Abortion example essay topic
These women resorted to dangerous illegal abortions to end their pregnancies. Due to this, about 2500 women died every year from abortion complications, making up for one in four maternal deaths. From 1950 to 1965 in the US alone, there were over 250 abortion related deaths reported each year. At the time illegal abortions were approximately two to three times more dangerous than a legal abortions and simple calculations show the there were at least 500,000 illegal abortions each year. (Sykes) Is a women's life worth less than that of her unborn baby?
A women is going to have an abortion whether it is legal or not, if that is her choice. Why not make it as safe as possible for her? Present day changes in the law have produced a mortality rate from legal abortions to be almost zero, and abortion accounts for only 3% of maternal deaths. (Sykes) It is clear that legal abortions yield much less maternal deaths than that of illegal abortions. If saving lives is the issue than allowing women to have a choice in the matter seems to be the only answer. It is also true that, women whose own health is compromised during pregnancy are more likely to miscarry and to deliver babies who are sick.
Their babies are also more likely to die soon after birth. Women who's pregnancies which are unwanted are often less likely to get prenatal care, are statistically more likely to use cigarettes, alcohol, and drugs during their pregnancy, and are more likely to give birth to low birth weight, sick babies, as well as not breast feed. Should a baby be forced to be brought up under these conditions? Like drinking, drug use, prostitution, and sex, abortion is a victimless crime. In 1965, sociologist and lawyer Edwin Schur looked at the existing laws against homosexuality drug use, and abortion and found the laws to be futile. Schur argues the laws against abortion points up some of the major consequences of attempting to legislate against the crimes without victims. (qtd. in Sykes) He also went on to say that abortion is an example of the unenforceability of a statute that attempts to prohibit a private practice where all parties concerned seek to avoid the restriction. (qtd. in Sykes) Unenforceable laws have little affect on people's behaviors, but do lead to crime and corruption.

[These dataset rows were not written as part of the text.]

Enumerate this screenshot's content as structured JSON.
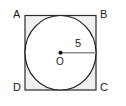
{
  "figure": {
    "type": "geometry-diagram",
    "colors": {
      "background": "#ffffff",
      "square_fill": "#f0f0f0",
      "square_stroke": "#2b2b2b",
      "circle_fill": "#ffffff",
      "circle_stroke": "#1b1b1b",
      "radius_line": "#8c8c8c",
      "center_dot": "#111111",
      "text": "#1b1b1b"
    },
    "square": {
      "vertices": [
        {
          "name": "A",
          "label": "A",
          "position": "top-left"
        },
        {
          "name": "B",
          "label": "B",
          "position": "top-right"
        },
        {
          "name": "C",
          "label": "C",
          "position": "bottom-right"
        },
        {
          "name": "D",
          "label": "D",
          "position": "bottom-left"
        }
      ]
    },
    "circle": {
      "center_label": "O",
      "radius_label": "5",
      "inscribed": true
    }
  }
}
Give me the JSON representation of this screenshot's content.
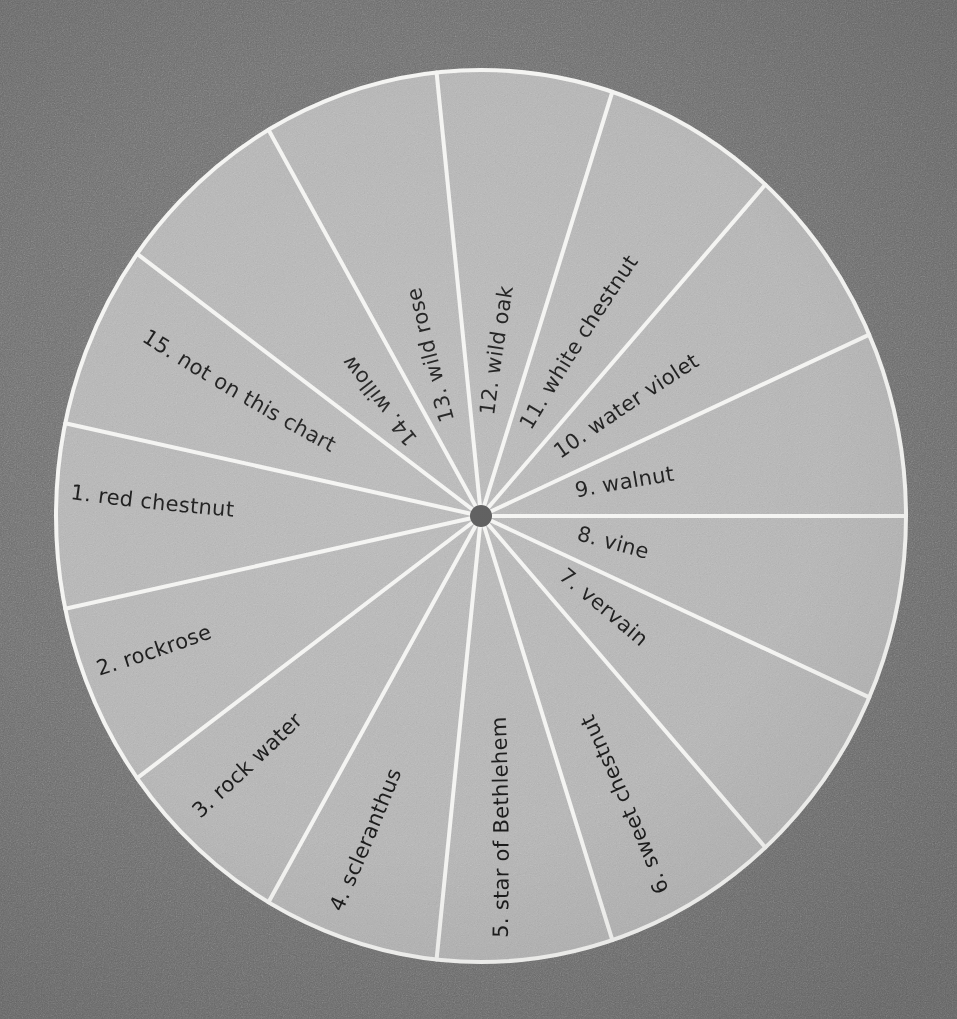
{
  "chart_data": {
    "type": "pie",
    "categories": [
      "1. red chestnut",
      "2. rockrose",
      "3. rock water",
      "4. scleranthus",
      "5. star of Bethlehem",
      "6. sweet chestnut",
      "7. vervain",
      "8. vine",
      "9. walnut",
      "10. water violet",
      "11. white chestnut",
      "12. wild oak",
      "13. wild rose",
      "14. willow",
      "15. not on this chart"
    ],
    "values": [
      1,
      1,
      1,
      1,
      1,
      1,
      1,
      1,
      1,
      1,
      1,
      1,
      1,
      1,
      1
    ],
    "slice_count": 15,
    "slice_angle_degrees": 24,
    "xlabel": "",
    "ylabel": "",
    "legend": "none",
    "grid": false
  },
  "wheel": {
    "center_x": 481,
    "center_y": 516,
    "radius_x": 425,
    "radius_y": 446,
    "hub_radius": 11,
    "label_radius_fraction": 0.72,
    "start_angle_degrees": -90,
    "slices": [
      {
        "index": 1,
        "label": "1.  red chestnut",
        "mid_angle": 180,
        "flip": false,
        "label_r": 0.78
      },
      {
        "index": 2,
        "label": "2. rockrose",
        "mid_angle": 156,
        "flip": false,
        "label_r": 0.78
      },
      {
        "index": 3,
        "label": "3. rock water",
        "mid_angle": 132,
        "flip": false,
        "label_r": 0.76
      },
      {
        "index": 4,
        "label": "4. scleranthus",
        "mid_angle": 108,
        "flip": false,
        "label_r": 0.76
      },
      {
        "index": 5,
        "label": "5. star of Bethlehem",
        "mid_angle": 84,
        "flip": false,
        "label_r": 0.76
      },
      {
        "index": 6,
        "label": "6. sweet chestnut",
        "mid_angle": 60,
        "flip": false,
        "label_r": 0.76
      },
      {
        "index": 7,
        "label": "7. vervain",
        "mid_angle": 36,
        "flip": true,
        "label_r": 0.8
      },
      {
        "index": 8,
        "label": "8. vine",
        "mid_angle": 12,
        "flip": true,
        "label_r": 0.82
      },
      {
        "index": 9,
        "label": "9. walnut",
        "mid_angle": -12,
        "flip": true,
        "label_r": 0.8
      },
      {
        "index": 10,
        "label": "10. water violet",
        "mid_angle": -36,
        "flip": true,
        "label_r": 0.76
      },
      {
        "index": 11,
        "label": "11. white chestnut",
        "mid_angle": -60,
        "flip": true,
        "label_r": 0.74
      },
      {
        "index": 12,
        "label": "12. wild oak",
        "mid_angle": -84,
        "flip": true,
        "label_r": 0.78
      },
      {
        "index": 13,
        "label": "13. wild rose",
        "mid_angle": -108,
        "flip": true,
        "label_r": 0.76
      },
      {
        "index": 14,
        "label": "14. willow",
        "mid_angle": -132,
        "flip": true,
        "label_r": 0.8
      },
      {
        "index": 15,
        "label": "15.  not on this chart",
        "mid_angle": -156,
        "flip": false,
        "label_r": 0.7
      }
    ]
  },
  "colors": {
    "background": "#6e6e6e",
    "disc_fill": "#b8b8b8",
    "spoke_stroke": "#f4f4f2",
    "hub_fill": "#595959",
    "label_text": "#1c1c1c"
  },
  "typography": {
    "label_font_size": 21
  }
}
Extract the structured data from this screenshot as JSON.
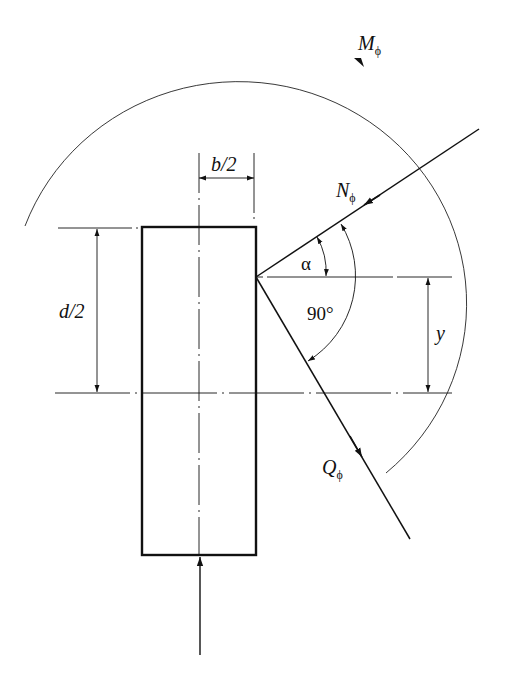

In countries like Canada or the United States, where individual freedoms and liberties are a very high priority, it is hard to picture a complete end to abortion. That is why most are pro-choice even if they dislike abortion. One of the most debated subjects on abortion is whether an embryo is a human being or something less. Anti-abortionists argue that an embryo is a human and is entitled to the same rights as anyone else, including the women carry it. What they ignore is that allowing an embryo to use a women's body against her will would give it more right than she has, since a women does not have the right to demand the use of other people's bodies to save her own. Anti-abortionists also ignore thousands of years of cultural, religious, social and legal history, which has never held an embryo to be a person.
Only abortion opponents have referred to an embryo as a person, and only to oppose abortion. Any law that defines an embryo as a person with equal right to, or greater than, that of a women's is illogical. Subjugating women to the needs of a tablespoon of insentient, unaware tissue is perverse. Equating a human being with a hollow ball of cells trivializes everything we value about humanity.
(Sykes) A women is more than an embryo and therefore should have greater rights then an embryo or at least have the right to choose how her body is to be used. Abortion may not be right or wrong, but this is beside the point. Abortion has simply become a fact of life and must be allowed in order to satisfy the needs of everyone. Pro-choice seems to be the more politically correct view since it does not attempt to impose personal views upon others, but rather suggests a viable solution to one of the many problems the world faces.
In a society such as the one in which we live it is necessary to view abortion objectively. One must ask themselves if unwanted, sick, and abandoned babies are needed and if it is just or a good moral decision to bring such babies into the world, human or not. Work Cited Sykes, Margaret. Pro-Choice Views. 2001.28 Feb. 2001.